To convey Rick’s interactions with the media on this Christian website it’s probably necessary to use euphemisms. For each time Rick used a profanity that suggested the target do something anatomically impossible, I’ll use the phrase “tomato juice.”

Rick’s encounters with reporters usually went like this.

“Hi Rick, this is Andrew Sleazoid from the Washington Post … ”

“Tomato juice.”

“I understand you have known Mark Judge your entire life … ”

“I got nothin’ to say to you.”

“If you just let me help you understand why you should … ”

“Tomato juice!!!” Click.

Some Loser with a Ponytail and a Notebook

Then a reporter from the Washington Post made the mistake of showing up at Rick’s house. Not his mother’s house, where I was staying, but the rural Virginia house where Rick lives with his wife and dogs.

Rick was bartending at the moment, but a neighbor tipped him off that some loser with a ponytail and a notebook was snooping around. Rick suggested the neighbor advise the reporter to … tomato juice.

Then Rick’s phone rang. It was the Post reporter. “I just have two thing to say to you,” Rick said. “Everybody on my street hates the media, and everybody on my street owns a gun.”

At that point the reporter saw the neighbor approaching. Being a member of the media he had probably never seen a genuine firearm before. He beat a quick retreat.

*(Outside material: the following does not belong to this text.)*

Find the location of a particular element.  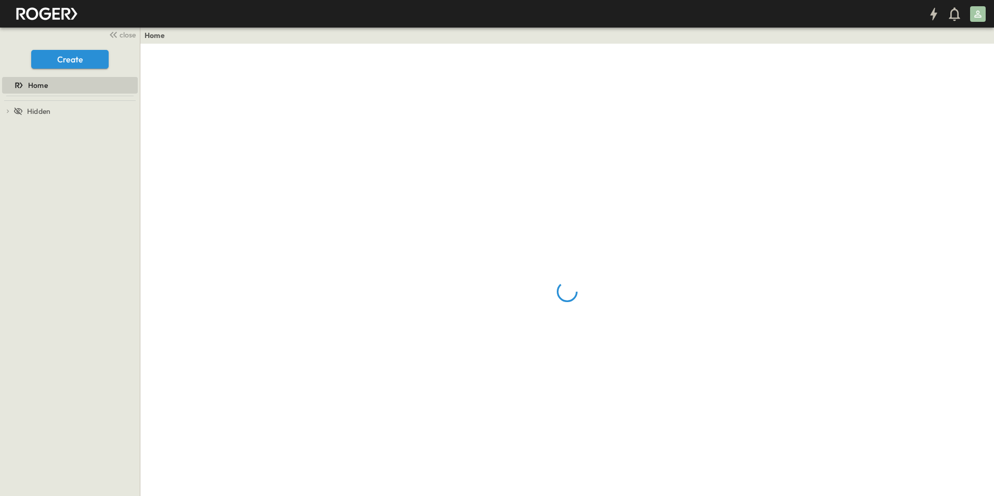

nav: breadcrumbs is located at coordinates (157, 35).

“I Just Need You to Trust Me.”

I went to the bar where Rick works and told him I needed to hang out by the beach for a couple days just to try and not get killed by politicians and the media. I was planning on a motel. Rick reached into his pocket and produced a key to his mother’s beach house. I couldn’t believe his generosity.

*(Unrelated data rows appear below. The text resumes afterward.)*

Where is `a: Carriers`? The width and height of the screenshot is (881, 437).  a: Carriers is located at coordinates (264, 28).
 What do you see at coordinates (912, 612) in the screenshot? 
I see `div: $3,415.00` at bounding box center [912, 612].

In a lot of movies there’s a scene where the protagonist is almost out of options. He goes to an old friend and says to them, “I can’t really get you involved in this. I just need you to trust me. I need a car and a place to stay for a few days.” The friend replies, “You need a few bucks with that?” That’s the kind of guy Rick is. The kind of guy our media hate and fear.

 

Mark Judge is a writer and filmmaker in Washington, D.C.